Hi,

Ian Lance Taylor schrieb am Mittwoch, 19. Juni 2024 um 19:19:09 UTC+2:

On Wed, Jun 19, 2024 at 9:59 AM Oliver Eikemeier <eike...@fillmore-labs.com> 
wrote: 
> The specification says: “Pointers to distinct zero-size variables may or 
may not be equal.” 

The specs says, as you say above, "Pointers to distinct zero-size 
variables may or may not be equal.” That means that you can't predict 
the result of any given comparison of addresses of zero-sized 
variables.


I'm not sure I read it that way. I would interpret it as *“taking pointer 
to distinct zero-size variables may or may not result in equal pointers”*.

But not being able to have a *repeatable* result of a pointer comparison 
seems strange to me. The specification says “you'll get *some* pointers”. 
Fine.

Then I have two pointers. Where in the spec is “the result of comparison of 
pointers may change over time”?
 
For example (Go Playground <https://go.dev/play/p/acknRHBvi0P>):

func f3() {
var (
a  struct{}
b  int
aa = unsafe.Pointer(&a)
ba = unsafe.Pointer(&b)
eq = aa == ba
)

println("&a:", aa)
println("&b:", ba)
println("&a == &b:", eq)
}

gives

&a: 0xc000046738
&b: 0xc000046738
&a == &b: false 

and &b is not even a pointer to a zero-sized variable.

Could be true, could be false, could change each time you 
do the comparison. So this behavior is permitted by the spec. 


I'm not sure about the “undefined behavior *over time*”. I get that the 
compiler lays out the memory however it sees fit, but then I should have 
unchanging values in my variables.
 

> The interesting part here is that I can create two pointers (which may or 
may not be equal per specification), but depending on how I compare them I 
get different results. 

Yes, as the spec permits. 


 I assume this has little relevance in practice, but it is surprising.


Aim of the exercise
Leave out the pictures and return every entry exactly as it appears.

Annotated photo localization data
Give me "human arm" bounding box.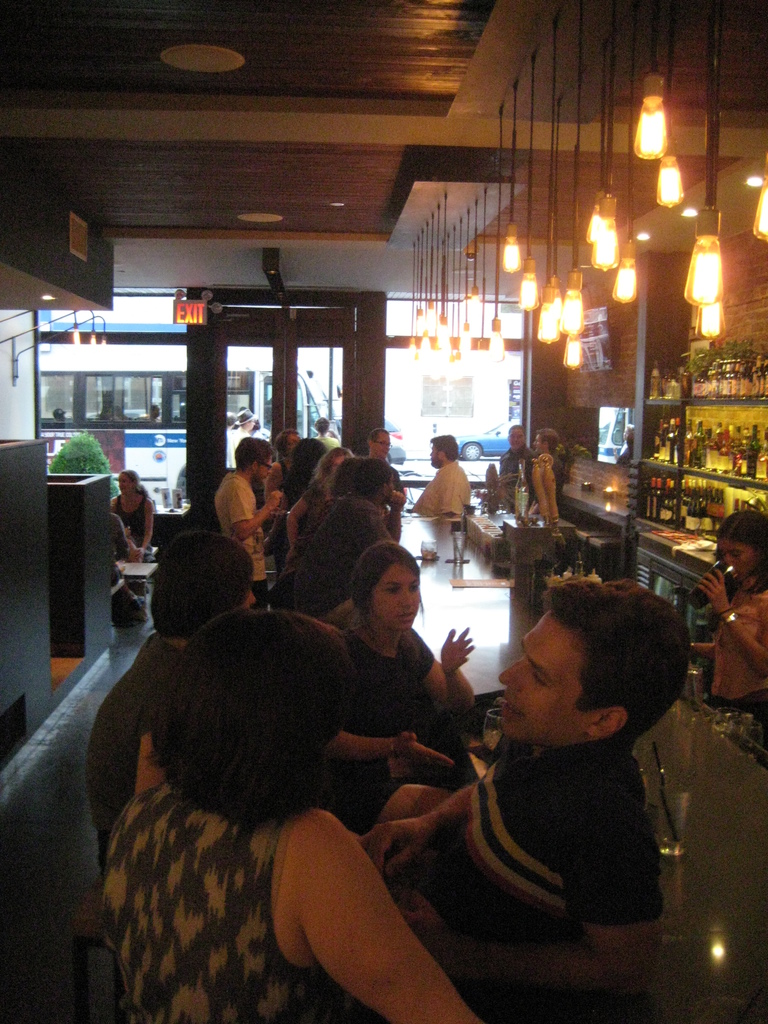
271:781:453:1008.
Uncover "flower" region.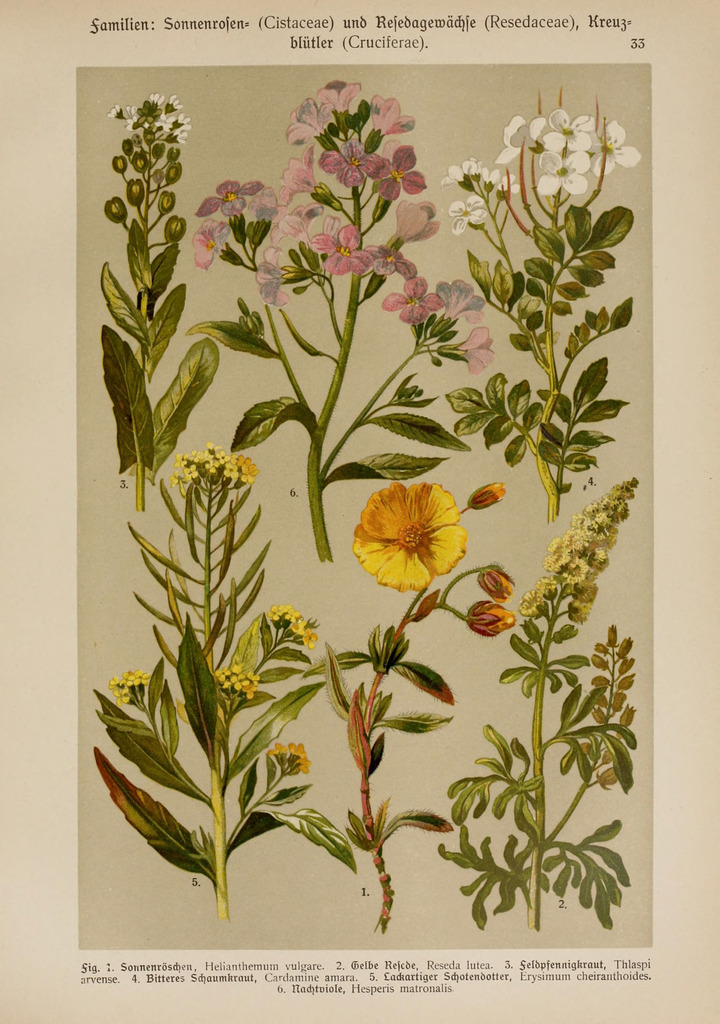
Uncovered: 363:95:417:150.
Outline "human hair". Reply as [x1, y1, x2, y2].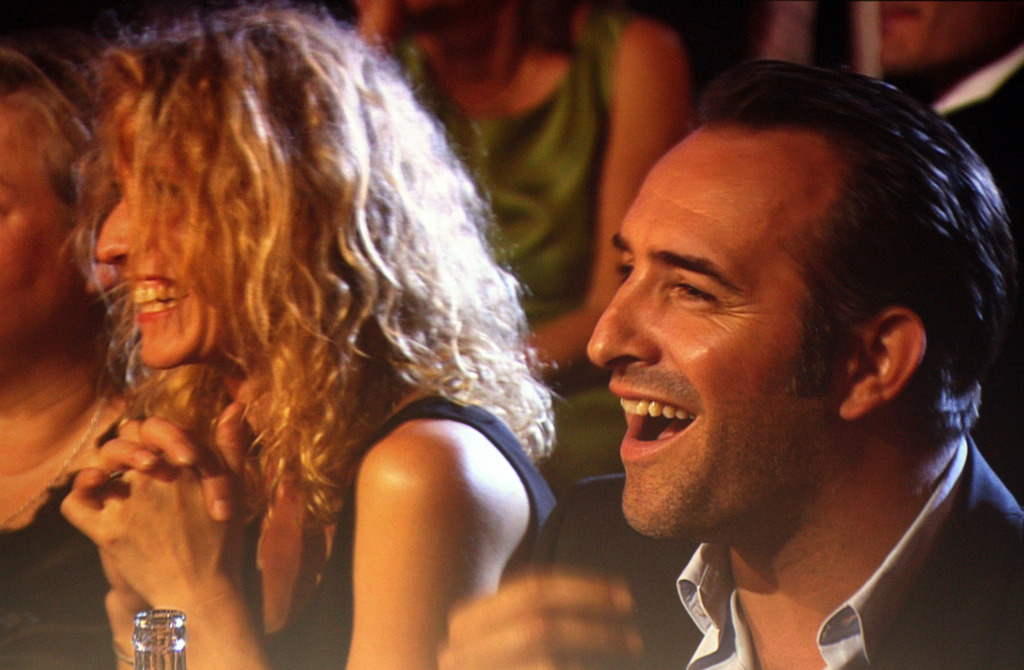
[68, 0, 565, 536].
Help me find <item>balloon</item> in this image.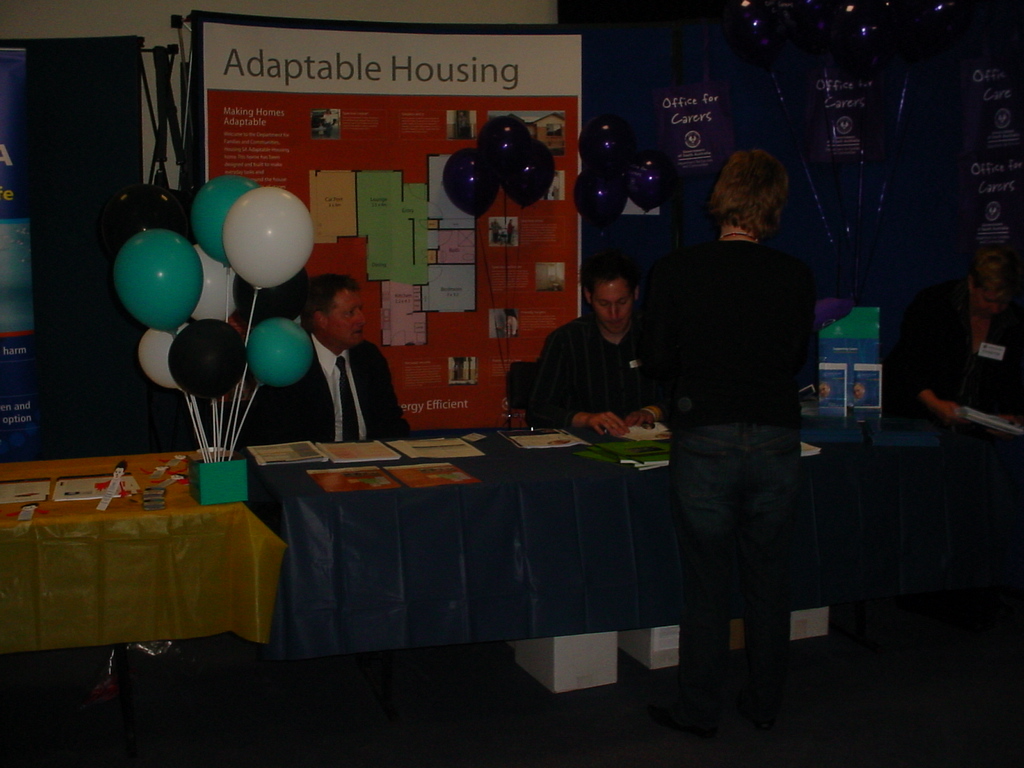
Found it: box(227, 268, 314, 320).
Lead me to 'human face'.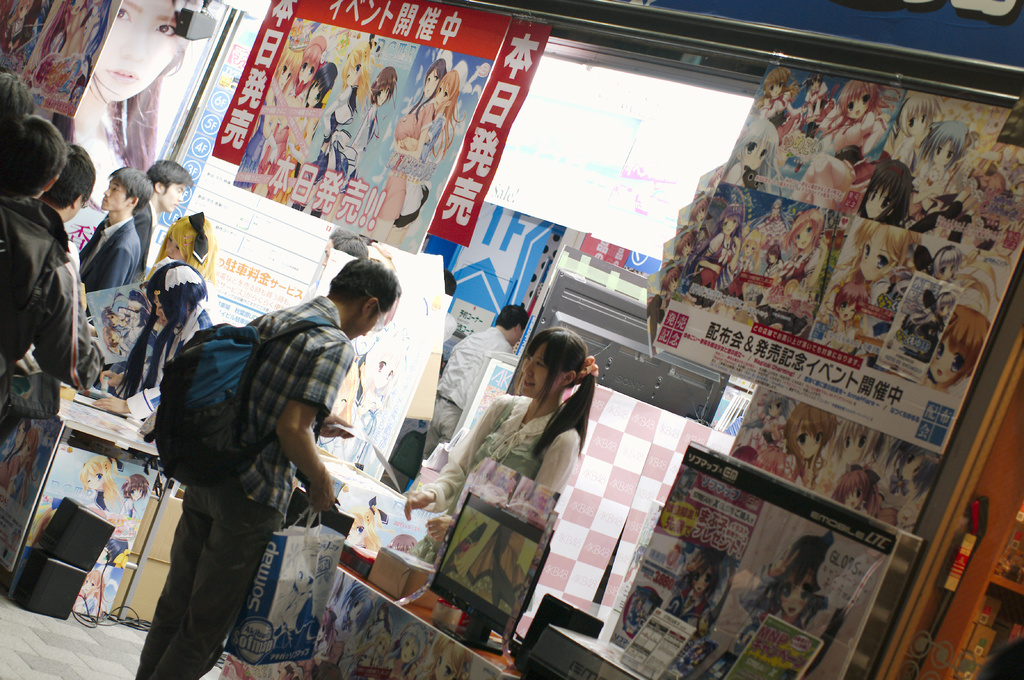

Solution
Give me "human arm" bounding box.
271:781:453:1008.
Uncover "flower" region.
Uncovered: 363:95:417:150.
Outline "human hair". Reply as [x1, y1, x2, y2].
[68, 0, 565, 536].
Help me find <item>balloon</item> in this image.
Found it: box(227, 268, 314, 320).
Lead me to 'human face'.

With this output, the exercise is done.